This week I ran right into the great divide between what is technically possible - and what people will actually do.

I'm planning a big, complicated event for about 40 people for a volunteer group I belong to. A lot of the work can be done online: RSVPs, distributing volunteer jobs, filling up a schedule of activities. In past years, it's been done with e-mail after e-mail to a big distribution list. I call it the e-mail circus.

 

The e-mail circus is a time-honored tradition in all the volunteer groups I've worked with. Everybody hits reply-all and copy-paste and we clog up our in-boxes. The week before the event nobody knows what's going on because there have been so many redundant and contradictory messages we've all stopped reading them. My colleague Wright Bryan points out this also happens all the time NPR. He's right. The e-mail circus is a feature, or a bug, of contemporary life.

This year, I'd talked to my co-planner about avoiding the e-mail circus by using some more sophisticated online tools. They aren't even that sophisticated, just slightly less blunt instruments. We already use Yahoo Groups for the e-mail circus. Inside the Yahoo group I could make a database for the volunteer jobs, use the calendar to work on the schedule of events, even take polls about what kinds of events people want to have.

Then I thought about this spring, when I'd put some Mp3s up on Box.net for another group. I think Box.net is the easiest of the Web-based file sharing sites. They have big, clearly-labeled buttons for streaming and downloading. Still, I had to field questions from people who had never encountered that kind of file-sharing site. I was happy to answer their questions. Box.net is simple for what it is, but there are some people for whom it's just a little too complicated.

That's fine. There are a lot of things that are too complicated for me in tech. I wouldn't want to be the person answering my questions about Linux or World of Warcraft. On top of the event planning for this big event I have coming up, I didn't want to be the person answering questions about shared databases on Yahoo groups.
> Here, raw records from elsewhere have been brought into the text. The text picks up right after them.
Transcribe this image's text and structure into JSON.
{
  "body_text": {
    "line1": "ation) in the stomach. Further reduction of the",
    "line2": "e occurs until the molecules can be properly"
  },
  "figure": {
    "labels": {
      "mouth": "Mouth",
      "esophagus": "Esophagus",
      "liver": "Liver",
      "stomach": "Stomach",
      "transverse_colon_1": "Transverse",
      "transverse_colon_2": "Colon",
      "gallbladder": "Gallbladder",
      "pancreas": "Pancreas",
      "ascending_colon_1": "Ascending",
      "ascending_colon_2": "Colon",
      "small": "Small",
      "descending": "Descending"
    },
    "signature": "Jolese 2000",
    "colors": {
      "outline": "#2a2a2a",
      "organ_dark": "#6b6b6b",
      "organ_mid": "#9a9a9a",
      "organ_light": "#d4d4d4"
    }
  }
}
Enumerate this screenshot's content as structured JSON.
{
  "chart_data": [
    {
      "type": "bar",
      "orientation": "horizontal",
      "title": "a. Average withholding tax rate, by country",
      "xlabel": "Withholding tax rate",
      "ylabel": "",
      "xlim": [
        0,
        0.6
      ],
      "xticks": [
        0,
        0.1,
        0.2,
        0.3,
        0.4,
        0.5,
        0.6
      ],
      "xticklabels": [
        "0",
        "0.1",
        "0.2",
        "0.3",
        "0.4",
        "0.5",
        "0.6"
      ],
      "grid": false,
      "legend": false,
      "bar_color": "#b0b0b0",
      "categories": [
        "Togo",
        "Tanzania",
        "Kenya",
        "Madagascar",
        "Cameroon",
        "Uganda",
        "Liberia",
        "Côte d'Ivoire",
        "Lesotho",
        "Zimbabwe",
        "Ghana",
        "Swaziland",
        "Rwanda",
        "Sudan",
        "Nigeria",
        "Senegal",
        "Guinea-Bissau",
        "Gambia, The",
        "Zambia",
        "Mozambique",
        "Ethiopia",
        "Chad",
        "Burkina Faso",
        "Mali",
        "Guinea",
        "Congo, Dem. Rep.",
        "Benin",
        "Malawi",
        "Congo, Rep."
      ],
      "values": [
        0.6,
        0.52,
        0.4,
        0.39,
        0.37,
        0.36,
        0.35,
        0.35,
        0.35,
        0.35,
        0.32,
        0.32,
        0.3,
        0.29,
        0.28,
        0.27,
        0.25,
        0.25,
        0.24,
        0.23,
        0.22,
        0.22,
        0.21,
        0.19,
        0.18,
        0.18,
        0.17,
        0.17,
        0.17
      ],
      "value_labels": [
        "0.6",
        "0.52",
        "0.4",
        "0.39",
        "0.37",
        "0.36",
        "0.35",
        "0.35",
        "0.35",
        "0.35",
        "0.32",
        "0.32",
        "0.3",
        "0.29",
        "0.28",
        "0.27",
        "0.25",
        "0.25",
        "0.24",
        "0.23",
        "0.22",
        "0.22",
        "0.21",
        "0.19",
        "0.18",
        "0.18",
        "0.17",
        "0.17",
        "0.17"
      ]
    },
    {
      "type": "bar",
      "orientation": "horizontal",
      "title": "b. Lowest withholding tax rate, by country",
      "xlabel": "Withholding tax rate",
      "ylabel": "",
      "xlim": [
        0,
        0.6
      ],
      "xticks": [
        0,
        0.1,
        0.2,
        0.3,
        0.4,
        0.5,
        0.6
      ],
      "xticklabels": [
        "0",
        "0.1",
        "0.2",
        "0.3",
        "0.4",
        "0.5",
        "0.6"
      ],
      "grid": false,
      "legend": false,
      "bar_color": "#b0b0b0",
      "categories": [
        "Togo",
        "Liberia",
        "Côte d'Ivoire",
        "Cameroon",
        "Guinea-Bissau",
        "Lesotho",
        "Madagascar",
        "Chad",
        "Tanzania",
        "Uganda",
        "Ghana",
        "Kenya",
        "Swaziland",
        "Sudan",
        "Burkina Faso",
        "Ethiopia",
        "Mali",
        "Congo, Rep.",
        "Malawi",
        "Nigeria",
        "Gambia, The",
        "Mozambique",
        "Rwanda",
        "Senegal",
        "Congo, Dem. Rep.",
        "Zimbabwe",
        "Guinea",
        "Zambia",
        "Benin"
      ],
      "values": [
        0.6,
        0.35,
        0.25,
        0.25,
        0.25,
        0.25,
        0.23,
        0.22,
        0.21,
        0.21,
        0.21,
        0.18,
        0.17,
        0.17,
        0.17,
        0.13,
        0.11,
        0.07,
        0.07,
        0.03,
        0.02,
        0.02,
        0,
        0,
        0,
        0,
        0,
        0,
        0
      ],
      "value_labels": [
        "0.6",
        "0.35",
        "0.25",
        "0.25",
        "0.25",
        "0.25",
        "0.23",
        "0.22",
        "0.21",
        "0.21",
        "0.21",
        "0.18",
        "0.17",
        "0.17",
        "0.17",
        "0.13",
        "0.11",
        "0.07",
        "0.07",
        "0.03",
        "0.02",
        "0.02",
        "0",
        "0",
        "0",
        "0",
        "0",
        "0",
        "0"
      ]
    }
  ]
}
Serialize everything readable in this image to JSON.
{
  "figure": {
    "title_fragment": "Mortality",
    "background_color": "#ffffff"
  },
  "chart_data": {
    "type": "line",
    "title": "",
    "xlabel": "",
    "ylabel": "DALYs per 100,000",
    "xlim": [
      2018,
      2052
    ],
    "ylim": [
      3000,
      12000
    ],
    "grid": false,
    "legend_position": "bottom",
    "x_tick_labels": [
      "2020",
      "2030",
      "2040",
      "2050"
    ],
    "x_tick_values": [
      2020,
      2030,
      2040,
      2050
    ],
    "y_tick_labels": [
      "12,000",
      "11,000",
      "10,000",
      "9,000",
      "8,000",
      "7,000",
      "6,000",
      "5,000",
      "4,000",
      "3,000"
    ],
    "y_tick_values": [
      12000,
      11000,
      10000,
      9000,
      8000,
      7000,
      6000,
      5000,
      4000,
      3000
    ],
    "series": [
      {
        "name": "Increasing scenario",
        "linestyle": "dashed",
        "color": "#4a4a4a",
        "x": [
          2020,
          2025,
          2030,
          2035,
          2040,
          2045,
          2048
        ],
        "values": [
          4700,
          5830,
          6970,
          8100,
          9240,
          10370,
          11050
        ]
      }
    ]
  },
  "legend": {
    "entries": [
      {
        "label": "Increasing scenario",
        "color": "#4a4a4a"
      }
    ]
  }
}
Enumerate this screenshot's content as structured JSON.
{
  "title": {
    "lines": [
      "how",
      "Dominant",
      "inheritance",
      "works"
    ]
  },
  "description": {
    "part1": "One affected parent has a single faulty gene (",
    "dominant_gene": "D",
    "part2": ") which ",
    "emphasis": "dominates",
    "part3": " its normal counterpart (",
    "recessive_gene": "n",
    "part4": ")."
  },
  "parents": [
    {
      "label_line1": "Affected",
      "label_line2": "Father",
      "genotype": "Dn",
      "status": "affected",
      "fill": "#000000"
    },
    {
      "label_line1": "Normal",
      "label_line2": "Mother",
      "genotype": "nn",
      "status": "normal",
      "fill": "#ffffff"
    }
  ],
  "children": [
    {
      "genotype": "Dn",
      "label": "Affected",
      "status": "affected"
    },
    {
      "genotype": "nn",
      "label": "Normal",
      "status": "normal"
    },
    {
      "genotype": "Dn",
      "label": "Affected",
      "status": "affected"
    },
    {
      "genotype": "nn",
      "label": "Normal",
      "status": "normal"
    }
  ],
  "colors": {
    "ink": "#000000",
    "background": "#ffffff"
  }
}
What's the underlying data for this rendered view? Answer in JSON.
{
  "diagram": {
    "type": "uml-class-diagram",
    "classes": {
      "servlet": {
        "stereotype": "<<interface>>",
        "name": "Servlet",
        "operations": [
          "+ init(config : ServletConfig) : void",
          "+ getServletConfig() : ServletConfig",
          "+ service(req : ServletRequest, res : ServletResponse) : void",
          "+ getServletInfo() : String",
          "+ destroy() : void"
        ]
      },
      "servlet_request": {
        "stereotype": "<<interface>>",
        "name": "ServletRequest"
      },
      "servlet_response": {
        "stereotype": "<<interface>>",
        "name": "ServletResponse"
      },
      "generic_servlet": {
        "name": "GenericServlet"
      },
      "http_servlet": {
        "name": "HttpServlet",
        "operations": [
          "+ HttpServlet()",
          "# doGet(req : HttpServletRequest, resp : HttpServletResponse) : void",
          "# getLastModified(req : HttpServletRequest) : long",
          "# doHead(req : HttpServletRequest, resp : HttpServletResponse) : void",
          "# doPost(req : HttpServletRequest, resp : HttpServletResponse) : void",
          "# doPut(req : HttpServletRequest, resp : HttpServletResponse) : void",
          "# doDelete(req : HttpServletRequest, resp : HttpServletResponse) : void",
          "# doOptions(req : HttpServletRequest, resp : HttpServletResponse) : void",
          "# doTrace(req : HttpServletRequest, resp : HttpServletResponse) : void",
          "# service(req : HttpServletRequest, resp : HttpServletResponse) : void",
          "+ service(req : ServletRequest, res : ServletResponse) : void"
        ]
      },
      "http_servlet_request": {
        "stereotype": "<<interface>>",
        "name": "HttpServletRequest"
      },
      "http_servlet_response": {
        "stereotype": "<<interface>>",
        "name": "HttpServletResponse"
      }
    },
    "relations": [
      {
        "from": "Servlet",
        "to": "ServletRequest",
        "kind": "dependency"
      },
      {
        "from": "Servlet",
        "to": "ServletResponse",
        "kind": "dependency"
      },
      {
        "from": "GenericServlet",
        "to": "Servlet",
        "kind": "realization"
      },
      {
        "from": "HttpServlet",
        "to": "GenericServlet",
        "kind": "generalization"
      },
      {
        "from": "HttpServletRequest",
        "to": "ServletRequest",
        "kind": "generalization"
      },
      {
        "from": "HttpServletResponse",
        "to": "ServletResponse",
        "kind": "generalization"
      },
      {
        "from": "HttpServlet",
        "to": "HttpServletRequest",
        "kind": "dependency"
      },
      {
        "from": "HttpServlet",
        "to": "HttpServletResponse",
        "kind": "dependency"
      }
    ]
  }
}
I believe - in life, not just in tech - that you have to meet people where they are. A system or a tool or a piece of software only works if it works for the people who are trying to use it. If the users can't figure it out, it's broken or useless. I want people to enjoy the event I'm planning. I don't want them to get so frustrated with the planning databases that they figure they might as well just not show up at the event.

In the end, my co-planner and I decided to use Google Docs just for the two of us, so we can keep track of what we are doing. We like the word and spreadsheet functions.

I'd still like to scale down the e-mail circus. I guess I'll just have to think very carefully before I hit reply-all.